No, cable select has been around longer than that. I remember long ago it seemed like only a few big OEMs like Compaq used the CS setting. This was in the days of Mode4 hard drives. I think CS requires one of the wires to have a break in it so CS cables have a little notch missing near one end. 80 wire came about as speeds increased and they needed more ground wires between the data wires for signal isolation. ATA33/66/100/133 IDE drives need an 80 wire cable to communicate properly with the motherboard or they'll drop their speed.
..... 80 wire came about as speeds increased and they needed more ground wires between the data wires for signal isolation. ATA33/66/100/133 IDE drives need an 80 wire cable to communicate properly with the motherboard or they'll drop their speed.
You made me curious, so I went and looked it up. That is correct. 80 wire cables are needed to enable faster communication between motherboard and the drive.
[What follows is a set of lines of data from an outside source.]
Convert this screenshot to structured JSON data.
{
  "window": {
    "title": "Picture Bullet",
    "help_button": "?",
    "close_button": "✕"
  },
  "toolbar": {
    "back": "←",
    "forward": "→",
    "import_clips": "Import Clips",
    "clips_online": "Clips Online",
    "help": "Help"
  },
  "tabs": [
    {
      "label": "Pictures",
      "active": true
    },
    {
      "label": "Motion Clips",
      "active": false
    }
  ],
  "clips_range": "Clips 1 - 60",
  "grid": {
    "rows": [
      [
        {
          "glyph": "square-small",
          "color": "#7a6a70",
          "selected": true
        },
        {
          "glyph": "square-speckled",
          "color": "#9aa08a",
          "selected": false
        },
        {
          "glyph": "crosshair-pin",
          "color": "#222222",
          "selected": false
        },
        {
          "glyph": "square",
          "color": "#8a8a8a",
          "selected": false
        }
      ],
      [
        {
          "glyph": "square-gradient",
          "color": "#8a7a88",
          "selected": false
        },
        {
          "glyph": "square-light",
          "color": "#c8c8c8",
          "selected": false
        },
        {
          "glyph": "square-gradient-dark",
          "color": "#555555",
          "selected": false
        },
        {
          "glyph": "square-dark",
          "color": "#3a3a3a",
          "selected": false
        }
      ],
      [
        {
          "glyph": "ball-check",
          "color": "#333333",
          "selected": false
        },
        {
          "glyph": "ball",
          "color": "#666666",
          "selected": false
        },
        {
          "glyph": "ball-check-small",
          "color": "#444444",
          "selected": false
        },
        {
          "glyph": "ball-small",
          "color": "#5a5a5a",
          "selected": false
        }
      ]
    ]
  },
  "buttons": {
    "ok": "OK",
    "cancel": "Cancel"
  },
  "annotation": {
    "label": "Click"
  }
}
On topic, I can't find anything about a mediamax hard drive.Where was it bought?
OK, here's what I found. Mediamax is a label put on drives that have failed testing at a manufacturer's facility and been refurbished by a third party. These are generically called "White Label" drives. I found a description here: White Label Drive Information
If you can return the drive, my advice is to do so and buy one with a brand name you recognize.
Yeah OP, I'd call that a bad drive, actually. Might even be a mislabeled drive. Replace it ASAP.
ON a side note, I noticed your Disk Management - that must be an old machine? You might consider doing the chkdsk /R I mentioned against disk D: to see what it finds.
I'd be really curious to find out what an ATA IDENTIFY DEVICE command returns on that drive. Any possibility of installing smartmontools and running smartctl -a against that drive? Actually, given the condition of your system, I'd run it against all your drives.
All UDMA-2/4 (ATA-66/100/133) should use a 40-pin/80-wire cable. The 40-pin/40-wire can be used with ATA-33 Hard Drives but it was only meant to be used with older HDs and ATAPI drives (CD/CD-RW/DVD-ROM).
As far as your problem goes, since you mentioned the BIOS sees it as 15GB as well, that is where the puck stops. Operating is out of the loop. The problem is either with the related BIOS settings or the port on the motherboard. That is of course assuming the drive was not mislabeled.
Is the mobo old? Perhaps a BIOS update could help.
Are you sure the connector you are using supports large drives?
Worst case scenario, here is what I would try:
Take all other drives out and use this drive alone to see if it made a difference. At least take one of the larger drives that works, and use its cables to connect this new drive. This way you isolate the cable/connector possibilities all at once.
You might consider doing the chkdsk /R I mentioned against disk D: to see what it finds.
I did and I posted the screen shot in the third graphic of post 7.